I have asked the Substack support team to see if this feature can be added. Fingers crossed!
From Substack (so check your settings page in a few weeks):
"It's not an option right now, but I just spoke directly to one of the product teams and this is in the pipeline. The ability for subscribers to turn off email notifications for podcasts will ship in a few weeks."
Thanks for looking into this. Huge help in keeping my inbox clean. This newsletter rocks -- getting an email that a new post is out is sometimes the highlight of my workday!
It would not take much work to determine the judge for whom Ken clerked and the Chief Judge of the Central District of California at the time, but since Ken elected not to include those details, I will not either.
Yes. This was a very powerful—and disturbing—essay. It was definitely on my mind as I spoke with Aliza. As Ken's story reflects, these are not new problems, even if they might be coming to light a little more often than in the past (which was basically never).
There are a range of experiences. Many are not public because of the issues Aliza identifies, but one clerk's story that is public (because she also submitted congressional testimony) is that of Olivia Warren, who clerked for the late Judge Stephen Reinhardt (and also then-Judge Ketanji Brown Jackson on the D.D.C.).
Great podcast David... I don't understand why a judge who had such issues with females, would torture himself by hiring a female clerk except for some sadistic, twisted pleasure to torture that female. Then all the recriminations afterward- such a waste of resources and emotions/
Love the episode, but a small request - could we have the option to not receive the full transcript emails? Most podcast apps give notifications on new episodes anyways! No worries if it is not an easy feature to implement.
Thanks for flagging this. I was going to tell you that you can opt out of these notifications under your settings (https://davidlat.substack.com/account?utm_source=user-menu), but when I went to settings myself, I saw this was not an option.
I have asked the Substack support team to see if this feature can be added. Fingers crossed!
From Substack (so check your settings page in a few weeks):
"It's not an option right now, but I just spoke directly to one of the product teams and this is in the pipeline. The ability for subscribers to turn off email notifications for podcasts will ship in a few weeks."
Thanks for looking into this. Huge help in keeping my inbox clean. This newsletter rocks -- getting an email that a new post is out is sometimes the highlight of my workday!

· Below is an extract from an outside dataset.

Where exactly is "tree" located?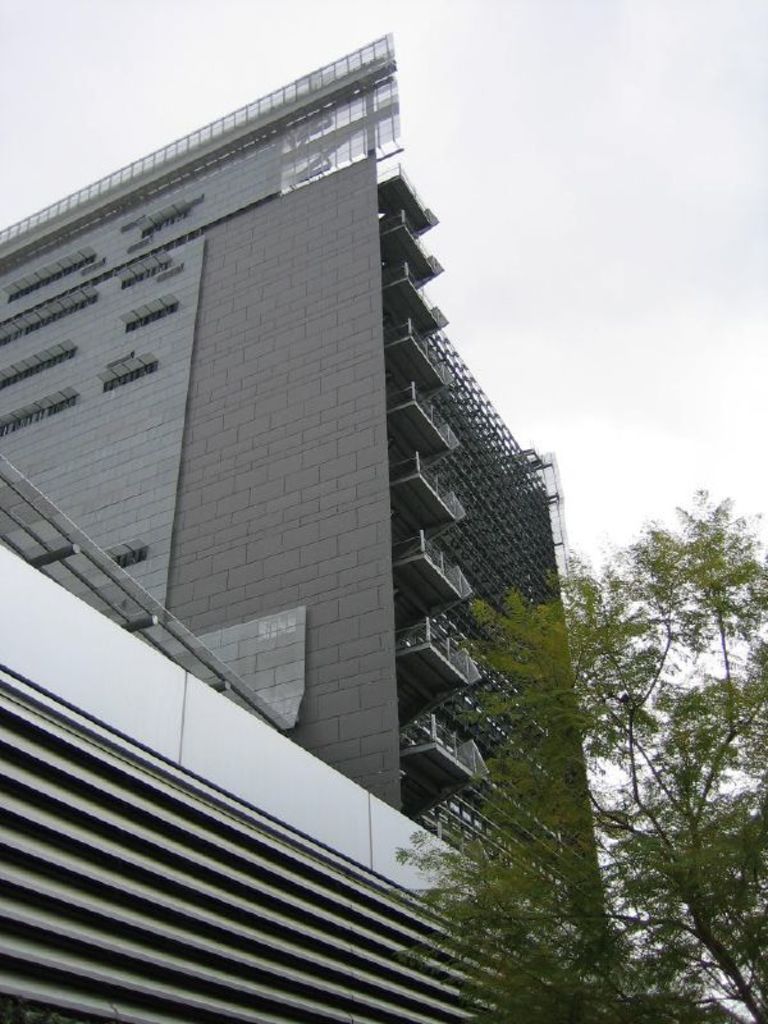
Its bounding box is x1=392, y1=480, x2=767, y2=1023.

Our friend Ken White wrote a harrowing account of his clerkship experience 30 years after the fact. https://popehat.substack.com/p/who-judges-the-judges
It would not take much work to determine the judge for whom Ken clerked and the Chief Judge of the Central District of California at the time, but since Ken elected not to include those details, I will not either.
Yes. This was a very powerful—and disturbing—essay. It was definitely on my mind as I spoke with Aliza. As Ken's story reflects, these are not new problems, even if they might be coming to light a little more often than in the past (which was basically never).
I was expecting, I don’t know, something like Anita Hill’s experience? Metoo going out on a whimper
There are a range of experiences. Many are not public because of the issues Aliza identifies, but one clerk's story that is public (because she also submitted congressional testimony) is that of Olivia Warren, who clerked for the late Judge Stephen Reinhardt (and also then-Judge Ketanji Brown Jackson on the D.D.C.).